Bring Your Own Formats and Kernels: Composable Abstractions for Sparse Matrix Computation

Abstract

Real-world sparse matrices often feature multiple forms of structured sparsity -- rectangular dense blocks, diagonal bands, and scattered entries -- that no single storage format can efficiently exploit. Hybrid formats address this by storing each subregion of a matrix in its most efficient form. Existing hybrid approaches, however, only support fixed sets of formats and kernels, so incorporating a new representation or kernel requires modifying their internals. We present SABLE, a framework that lets users build bespoke hybrid formats compositionally through a plan-extract-dispatch interface. Users define extractors that carve a matrix into format-specific regions and kernels that emit specialized C code for each region; SABLE assembles these pieces into a single program specialized to the target matrix at compile time. Both components are independent and composable, so a new format automatically integrates with all existing kernels without any changes to the framework. We demonstrate this extensibility by introducing VDIA, a novel format for diagonal bands of non-uniform length, and composing it to build two new hybrid formats -- VDIA+CSR and VDIA+VBR+CSR. We evaluate SABLE on SpMV and SpMM using matrices from the SuiteSparse benchmarks, demonstrating geometric-mean speedups over the best fully-sparse baselines of 1.10×/1.20× (SpMV/SpMM) for VBR+CSR, and 1.14×/1.31× for VDIA+CSR, with the full VDIA+VBR+CSR composition yielding a further 1.08×/1.25× over VBR+CSR.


• Your assignment
With the pictures left out, reproduce exactly the lines from the one containing "What do you" through the final line of the entries.

[Records contained in a dataset]
----

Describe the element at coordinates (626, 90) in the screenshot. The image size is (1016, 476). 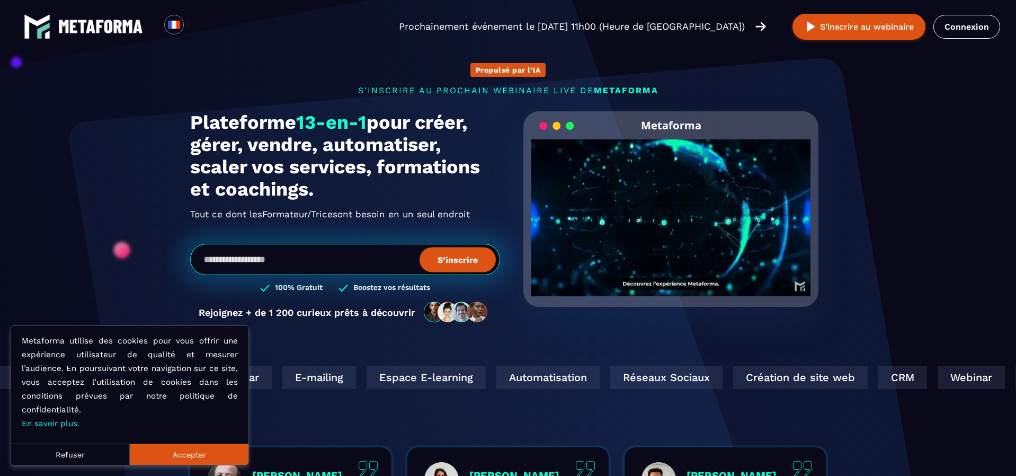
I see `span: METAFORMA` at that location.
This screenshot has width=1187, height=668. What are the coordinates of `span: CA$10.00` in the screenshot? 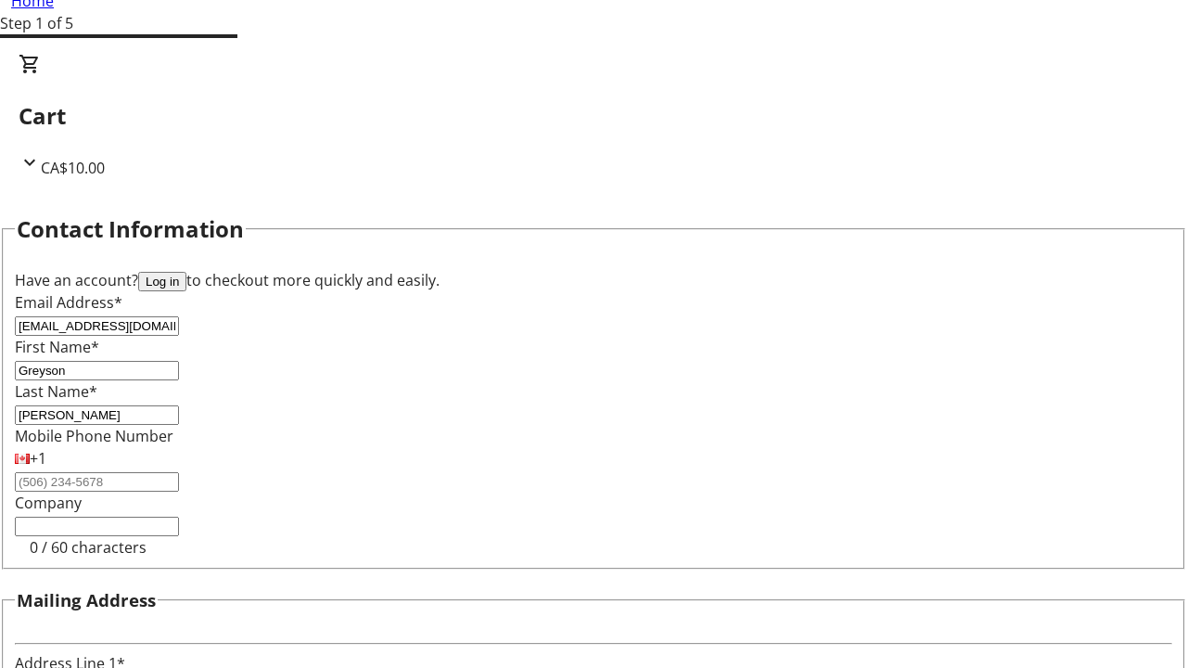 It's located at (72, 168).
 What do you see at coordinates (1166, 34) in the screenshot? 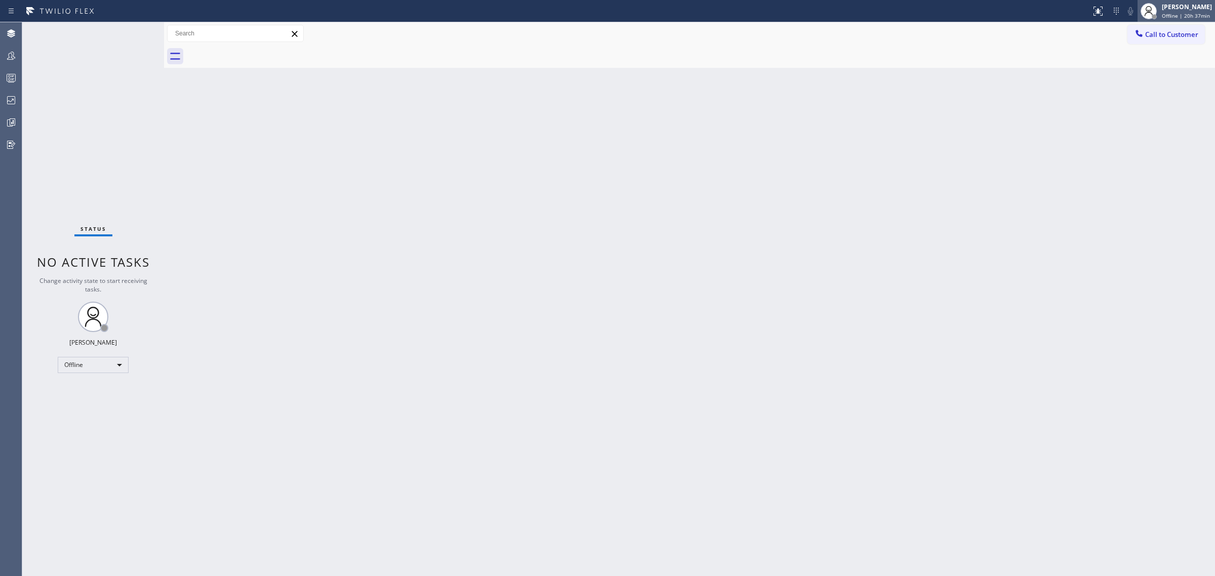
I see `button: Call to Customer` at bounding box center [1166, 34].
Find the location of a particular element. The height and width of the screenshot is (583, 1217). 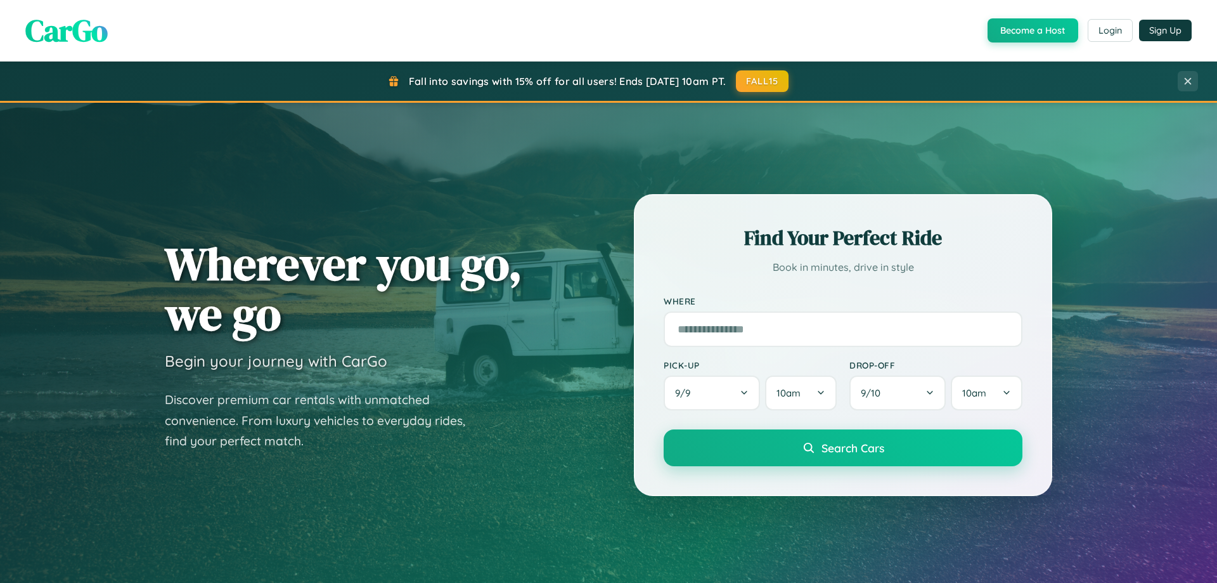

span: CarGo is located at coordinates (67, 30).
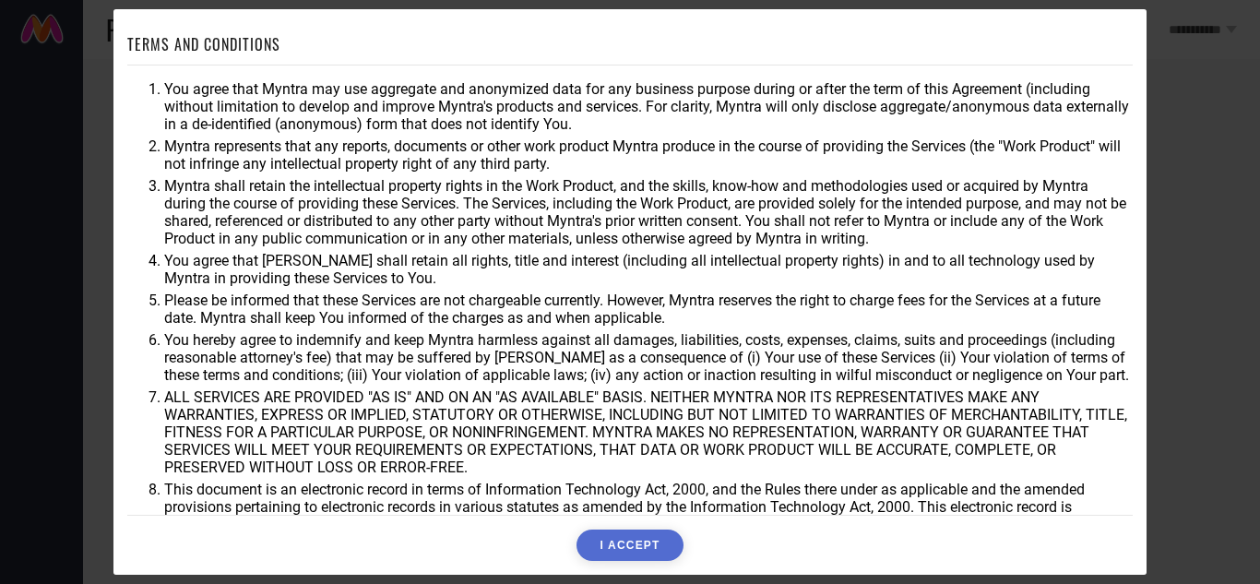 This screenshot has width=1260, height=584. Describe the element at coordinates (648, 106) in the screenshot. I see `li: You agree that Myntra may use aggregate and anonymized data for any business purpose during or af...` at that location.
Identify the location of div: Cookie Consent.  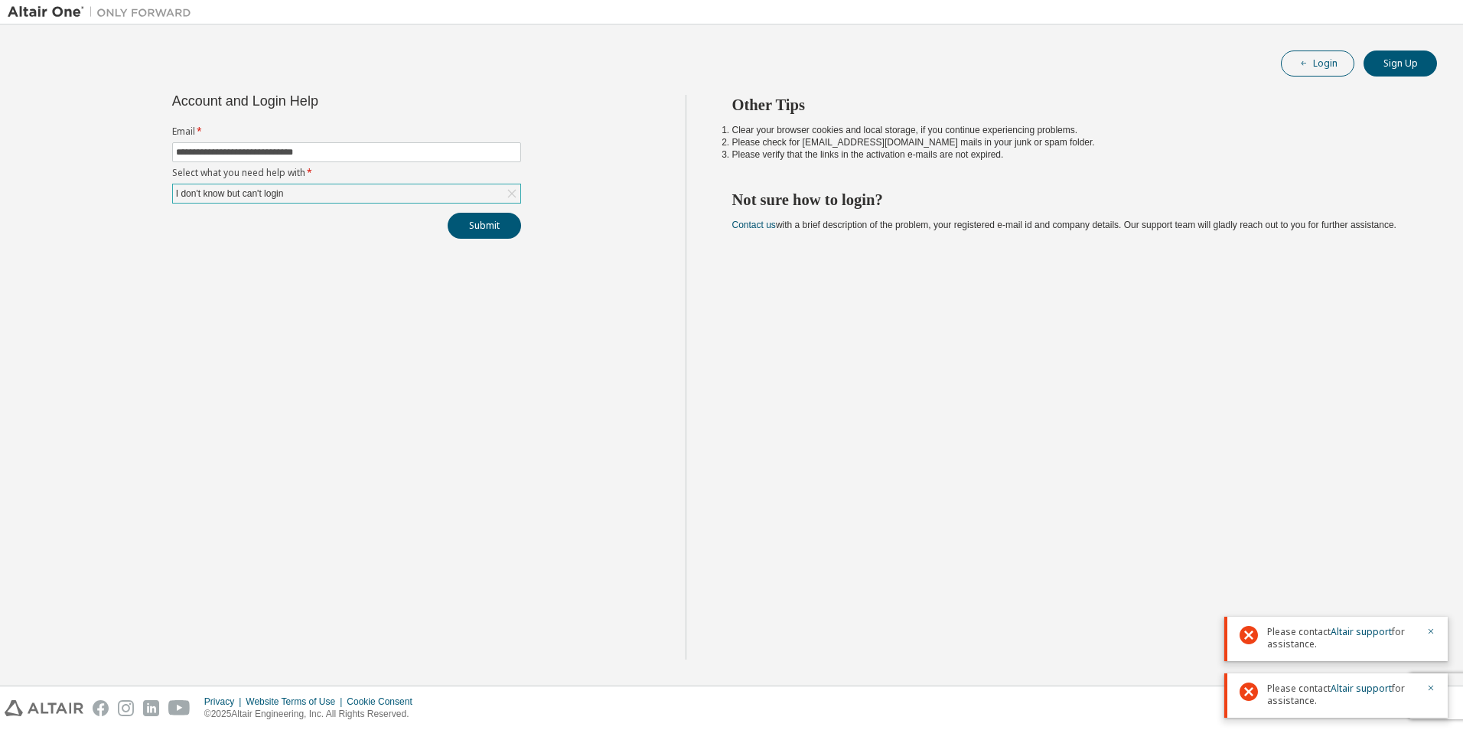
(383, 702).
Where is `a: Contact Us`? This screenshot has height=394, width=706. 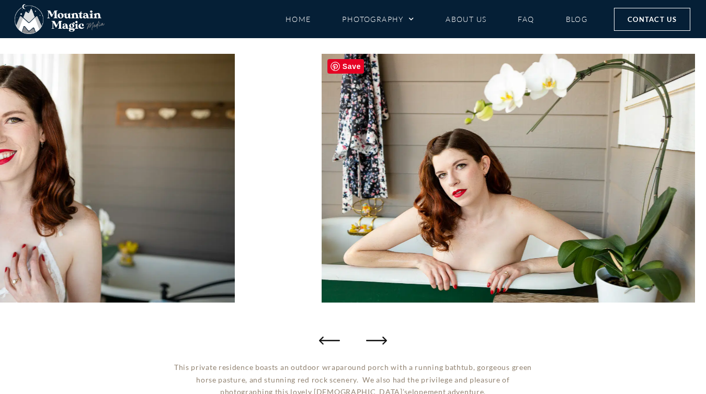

----

• Result for this exercise
 What do you see at coordinates (1166, 34) in the screenshot? 
I see `button: Call to Customer` at bounding box center [1166, 34].
Find the location of a particular element. The height and width of the screenshot is (583, 1217). 

span: CarGo is located at coordinates (67, 30).
 This screenshot has width=1260, height=584. Describe the element at coordinates (648, 106) in the screenshot. I see `li: You agree that Myntra may use aggregate and anonymized data for any business purpose during or af...` at that location.
Identify the location of div: Cookie Consent.  
(383, 702).
Where is `a: Contact Us`? This screenshot has height=394, width=706. 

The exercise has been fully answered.